The Ghost Tax Driving Home Prices Higher

There is a growing narrative that says corporate greed, investors, Wall Street, and hedge funds are driving up home prices. It’s a simple story with a convenient villain.

It’s also the wrong one.

Builders know the truth is less dramatic and far more expensive.

Homes didn’t just get bigger or more luxurious.

They got harder—and slower—to build.

Over the last few decades, a growing layer of permits, reviews, fees, delays, and administrative requirements has quietly added tens of thousands of dollars to the cost of every home.

Not materials. Not labor. Just permission.

Time itself has become one of the most expensive inputs in residential construction.

A home that might cost $180,000 in labor and materials can easily sell for double that once carrying costs, regulatory fees, and delays are factored in. Every week a project sits idle adds interest, overhead, and risk—costs that don’t disappear.

They roll downhill to the buyer.

This is why nostalgia for the “1950s starter home” misses the point. We’re not building the same product, under the same rules, in the same environment. Expectations have changed—but so has the friction baked into the system.

The real affordability crisis isn’t about who’s buying homes. It’s about how difficult it has become to build enough of them.

If housing is ever going to get more affordable, the solution won’t come from banning investors or blaming builders. It will come from reducing unnecessary friction, expediting approvals, and enabling the construction of more homes—faster and with less uncertainty.

Read Graham Stephan’s full data-backed analysis on the original article: Why homes are so expensive (it’s not what you think).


# What you are asked to do:
Copy out each line of the data below in which "cell" appears.

Working data Block Start

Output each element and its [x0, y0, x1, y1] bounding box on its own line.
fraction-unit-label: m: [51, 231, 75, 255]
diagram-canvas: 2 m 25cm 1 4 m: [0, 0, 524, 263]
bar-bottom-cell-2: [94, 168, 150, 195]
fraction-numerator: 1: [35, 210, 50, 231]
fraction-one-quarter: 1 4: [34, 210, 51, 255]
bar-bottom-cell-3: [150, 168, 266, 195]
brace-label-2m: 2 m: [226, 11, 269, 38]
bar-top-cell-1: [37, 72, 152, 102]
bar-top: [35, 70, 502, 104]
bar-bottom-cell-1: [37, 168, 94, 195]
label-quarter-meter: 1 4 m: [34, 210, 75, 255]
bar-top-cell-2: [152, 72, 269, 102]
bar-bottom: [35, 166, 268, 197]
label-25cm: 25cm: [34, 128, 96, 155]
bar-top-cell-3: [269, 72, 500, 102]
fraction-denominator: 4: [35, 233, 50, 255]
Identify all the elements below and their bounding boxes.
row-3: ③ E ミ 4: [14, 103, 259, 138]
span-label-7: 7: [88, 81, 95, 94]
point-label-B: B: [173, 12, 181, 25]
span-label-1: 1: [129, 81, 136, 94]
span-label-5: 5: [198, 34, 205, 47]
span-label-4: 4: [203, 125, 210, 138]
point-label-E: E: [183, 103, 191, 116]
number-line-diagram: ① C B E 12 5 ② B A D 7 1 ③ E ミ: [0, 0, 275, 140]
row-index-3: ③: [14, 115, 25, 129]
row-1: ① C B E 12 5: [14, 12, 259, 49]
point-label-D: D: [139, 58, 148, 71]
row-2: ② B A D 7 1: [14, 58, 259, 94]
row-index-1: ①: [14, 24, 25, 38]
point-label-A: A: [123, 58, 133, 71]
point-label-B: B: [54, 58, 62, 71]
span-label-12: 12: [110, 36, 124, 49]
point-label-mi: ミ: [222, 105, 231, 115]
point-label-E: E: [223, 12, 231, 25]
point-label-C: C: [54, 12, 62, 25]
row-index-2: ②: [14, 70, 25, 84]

Working data Block End
Working data Block Start

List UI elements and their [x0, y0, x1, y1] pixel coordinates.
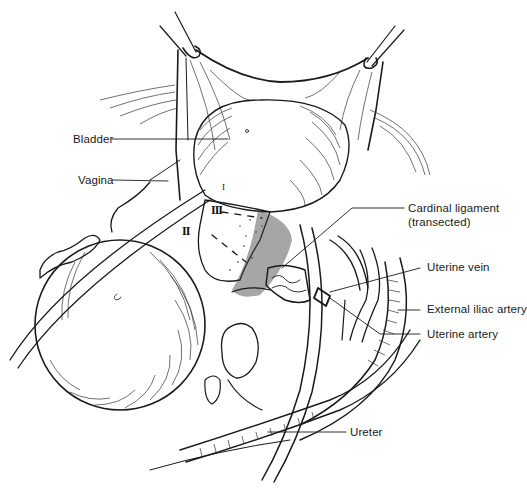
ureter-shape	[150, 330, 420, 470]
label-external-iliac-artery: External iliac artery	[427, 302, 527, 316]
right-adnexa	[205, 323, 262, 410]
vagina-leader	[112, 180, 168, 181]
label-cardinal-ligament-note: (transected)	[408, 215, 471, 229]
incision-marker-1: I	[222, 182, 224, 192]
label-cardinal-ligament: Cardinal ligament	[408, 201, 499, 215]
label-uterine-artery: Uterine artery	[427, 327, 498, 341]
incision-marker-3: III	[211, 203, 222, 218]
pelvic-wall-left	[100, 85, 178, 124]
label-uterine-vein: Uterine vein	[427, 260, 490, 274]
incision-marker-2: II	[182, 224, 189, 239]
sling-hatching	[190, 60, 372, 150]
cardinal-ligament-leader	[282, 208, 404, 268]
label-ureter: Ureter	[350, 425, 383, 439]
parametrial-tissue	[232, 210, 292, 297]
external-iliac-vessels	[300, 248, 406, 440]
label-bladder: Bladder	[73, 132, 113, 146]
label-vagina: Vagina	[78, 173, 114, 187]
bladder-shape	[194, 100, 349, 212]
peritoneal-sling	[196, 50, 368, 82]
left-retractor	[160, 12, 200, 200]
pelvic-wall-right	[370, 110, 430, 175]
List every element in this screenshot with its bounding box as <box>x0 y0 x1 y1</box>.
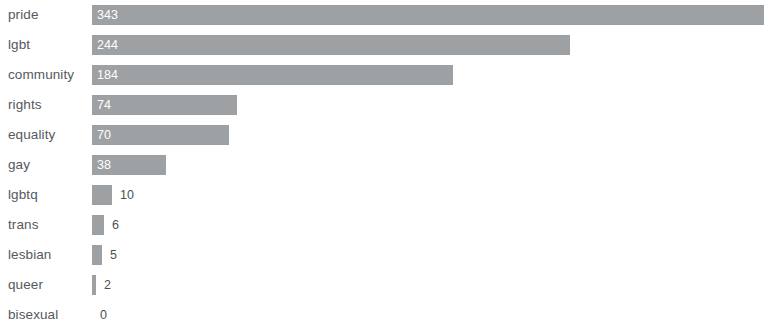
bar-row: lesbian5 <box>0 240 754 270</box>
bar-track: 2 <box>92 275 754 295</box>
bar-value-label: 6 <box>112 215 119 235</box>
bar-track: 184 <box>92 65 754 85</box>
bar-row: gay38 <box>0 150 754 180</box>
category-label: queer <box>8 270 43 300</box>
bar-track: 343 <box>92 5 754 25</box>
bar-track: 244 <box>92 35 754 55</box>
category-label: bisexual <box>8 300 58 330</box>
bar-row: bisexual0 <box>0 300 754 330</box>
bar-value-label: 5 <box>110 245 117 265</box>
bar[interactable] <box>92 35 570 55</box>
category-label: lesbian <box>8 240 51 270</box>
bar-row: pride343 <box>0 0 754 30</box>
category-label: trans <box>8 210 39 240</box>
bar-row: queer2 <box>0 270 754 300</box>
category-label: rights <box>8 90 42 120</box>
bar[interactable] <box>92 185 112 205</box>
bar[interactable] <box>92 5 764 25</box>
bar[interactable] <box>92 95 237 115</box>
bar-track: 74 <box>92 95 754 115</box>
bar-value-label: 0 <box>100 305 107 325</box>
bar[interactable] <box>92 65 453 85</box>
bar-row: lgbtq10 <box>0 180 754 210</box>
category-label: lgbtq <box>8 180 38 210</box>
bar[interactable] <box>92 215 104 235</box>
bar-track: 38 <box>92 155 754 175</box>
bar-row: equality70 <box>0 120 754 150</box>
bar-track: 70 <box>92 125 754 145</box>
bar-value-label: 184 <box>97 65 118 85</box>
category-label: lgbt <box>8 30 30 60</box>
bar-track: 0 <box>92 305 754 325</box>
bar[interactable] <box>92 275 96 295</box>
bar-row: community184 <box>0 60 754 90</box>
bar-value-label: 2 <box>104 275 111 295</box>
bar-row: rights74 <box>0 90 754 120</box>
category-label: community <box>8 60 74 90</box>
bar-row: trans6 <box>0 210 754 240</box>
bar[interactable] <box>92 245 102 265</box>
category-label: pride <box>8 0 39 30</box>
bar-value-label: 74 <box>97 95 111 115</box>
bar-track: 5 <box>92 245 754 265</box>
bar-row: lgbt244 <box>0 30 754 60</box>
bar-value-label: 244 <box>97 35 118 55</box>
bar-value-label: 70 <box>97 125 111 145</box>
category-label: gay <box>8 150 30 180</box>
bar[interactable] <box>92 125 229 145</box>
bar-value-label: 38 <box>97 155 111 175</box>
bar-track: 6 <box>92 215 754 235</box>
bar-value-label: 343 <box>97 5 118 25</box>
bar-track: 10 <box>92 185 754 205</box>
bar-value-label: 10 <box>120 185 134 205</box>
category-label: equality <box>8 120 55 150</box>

Working data Block End
Working data Block Start

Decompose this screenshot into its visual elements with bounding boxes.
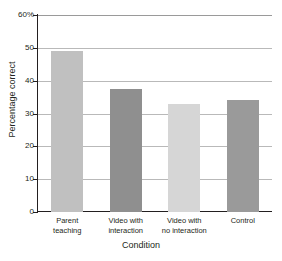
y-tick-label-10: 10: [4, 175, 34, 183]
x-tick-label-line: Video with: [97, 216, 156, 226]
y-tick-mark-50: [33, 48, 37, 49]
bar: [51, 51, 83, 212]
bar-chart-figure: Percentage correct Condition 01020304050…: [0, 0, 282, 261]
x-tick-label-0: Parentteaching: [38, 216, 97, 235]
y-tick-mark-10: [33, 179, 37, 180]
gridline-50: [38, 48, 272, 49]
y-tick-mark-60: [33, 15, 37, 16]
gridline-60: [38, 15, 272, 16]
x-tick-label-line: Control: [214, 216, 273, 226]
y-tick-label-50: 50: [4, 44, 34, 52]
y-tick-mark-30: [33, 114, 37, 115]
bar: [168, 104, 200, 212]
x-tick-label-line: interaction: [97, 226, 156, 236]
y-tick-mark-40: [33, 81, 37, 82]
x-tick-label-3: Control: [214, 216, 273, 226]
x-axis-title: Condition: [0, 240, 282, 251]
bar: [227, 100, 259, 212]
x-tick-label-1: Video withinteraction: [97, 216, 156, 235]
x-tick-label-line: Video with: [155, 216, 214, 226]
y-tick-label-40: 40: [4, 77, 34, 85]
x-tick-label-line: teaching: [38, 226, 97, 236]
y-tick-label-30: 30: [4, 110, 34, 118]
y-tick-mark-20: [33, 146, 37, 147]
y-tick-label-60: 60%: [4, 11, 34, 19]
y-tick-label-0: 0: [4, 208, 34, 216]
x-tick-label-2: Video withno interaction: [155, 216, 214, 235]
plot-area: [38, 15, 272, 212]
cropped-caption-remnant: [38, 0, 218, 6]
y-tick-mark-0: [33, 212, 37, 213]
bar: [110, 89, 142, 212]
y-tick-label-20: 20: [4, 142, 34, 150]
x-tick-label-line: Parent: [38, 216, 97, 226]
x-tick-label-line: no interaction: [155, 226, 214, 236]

Working data Block End

# Result of this exercise:
bar-bottom-cell-2: [94, 168, 150, 195]
bar-bottom-cell-3: [150, 168, 266, 195]
bar-top-cell-1: [37, 72, 152, 102]
bar-bottom-cell-1: [37, 168, 94, 195]
bar-top-cell-2: [152, 72, 269, 102]
bar-top-cell-3: [269, 72, 500, 102]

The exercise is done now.